If you like powder and face shots, the backcountry of Buffalo Pass, Colorado is the place for you. Known for the deepest Colorado snows, Buffalo Pass is a powder-skiers paradise. Most skiers and riders today might call the terrain around the pass mellow. The lines are not “big mountain” like those found in other parts of Colorado like the Gore Range, Elk Mountains, or San Juan Mountains, but steep shots exist. Buffalo Pass is the kind of place where avalanches don’t happen all that often; it’s the kind of place where it’s easy to let your guard down.
On the morning of January 3, 2005, Mike, age 26, his brother and two friends left Steamboat Springs, Colorado on snowmobiles for the powder of Buffalo Pass. The skiing was good with 20 cm of powder over hard, old snow. It was avalanche country. They knew it, but only three of the four carried avalanche rescue transceivers, and as a group they had two shovels. They did not bring collapsible probe poles. In reality no one expected trouble. All had skied steeper terrain and with deeper powder and never had avalanche problems.
The skiers saw no fresh clues to avalanche danger such as recent avalanches or shooting cracks; however, on nearby east- and west-facing slopes were nearly a dozen old avalanches slightly covered by recent snow. After lunch the men moved to steeper terrain, an open hourglass-shaped slope less than 500 feet tall. Half way down the slope steepened to 35+ degrees with a narrow 20-foot-wide trough before pilling out onto the open slope below. Locals call it the “Flume of Doom.” Mike had skied it the winter before.
Mike and his bother would wear the transceivers and get first tracks while their buddies—with one transceiver—took the snowmobiles back to the bottom. About half way around they dropped off a backpack with one shovel to mark the trail back to town. By the time Mike started down his friends had reached the bottom. After a couple of big, sweeping turns Mike threw in two tight turns to check his speed and lined up for a rock jump. He skipped over two big rocks, almost like stairs before cutting hard right into the trough. Mike straightened his skis to rip the gauntlet when he was slammed from his right side by a swelling wave of cascading snow. In a second he was gone.
From above Mike’s brother had just started down. He couldn’t see the bottom but heard yelling. He hurried down but stopped and removed his snowboard. He ended up wallowing down to help.

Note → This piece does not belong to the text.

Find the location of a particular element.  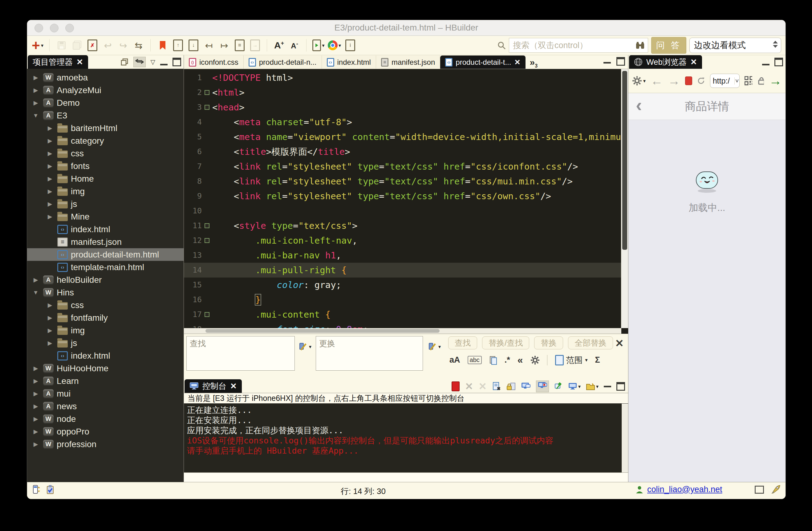

font-increase-button: A+ is located at coordinates (279, 45).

A lone ski stuck out of the snow but no Mike. Transceivers were switched to receive and immediately detected Mike’s signal. Survival statistics from Europe and the United States show that if found within the first 15 minutes, nine-in-ten buried victims survive. After that survival plummets, only half will survive by 30 minutes, by 35 minutes only one-in-three survive. They were in a race against time. Within minutes they had the strongest signal and started digging. Time seemed to slow but in reality the minutes raced by. Using a shovel, snowboard, and hands the trio dug ferociously but no Mike. Something was wrong. They tried a transceiver a second time, and it led them to a different spot three meters away. Fooled by a false positive signal—something that happens frequently—the trio wasted valuable minutes. This time they found Mike beneath one meter of snow.